Andrew Sullivan, a senior editor at The Atlantic and author of the widely-read blog The Daily Dish. His essay "Why I Blog," in which he foresees a new "golden era for journalism," appears in The Atlantic's November issue. He's a former editor of The New Republic and author of several books, most recently "The Conservative Soul: How We Lost It, How To Get It Back."

Nicholas Lemann, dean of Columbia University's Graduate School of Journalism and a regular contributor to The New Yorker. In 2006 he wrote an essay for The New Yorker on blogging and online journalism titled "Amateur Hour." His most recent book is "Redemption: The Last Battle of the Civil War."

Tina Brown, founder and editor in chief of The Daily Beast. She is the former editor of Tatler, Vanity Fair, The New Yorker, and Talk magazines, and is the author of “The Diana Chronicles.”

More links:

David Carr mourns old media's decline in his New York Times column this morning:

It’s been an especially rotten few days for people who type on deadline.

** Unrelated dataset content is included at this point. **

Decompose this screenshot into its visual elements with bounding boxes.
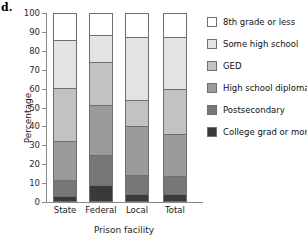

On Tuesday, The Christian Science Monitor announced that, after a century, it would cease publishing a weekday paper. Time Inc., the Olympian home of Time magazine, Fortune, People and Sports Illustrated, announced that it was cutting 600 jobs and reorganizing its staff. And Gannett, the largest newspaper publisher in the country, compounded the grimness by announcing it was laying off 10 percent of its work force — up to 3,000 people.... The day before, the Tribune Company had declared that it would reduce the newsroom of The Los Angeles Times by 75 more people, leaving it approximately half the size it was just seven years ago....

He goes on to note:

The blogosphere has had its share of news breaks, but absent a functioning mainstream media to annotate, it could be pretty darn quiet out there.

This program aired on October 29, 2008. The audio for this program is not available.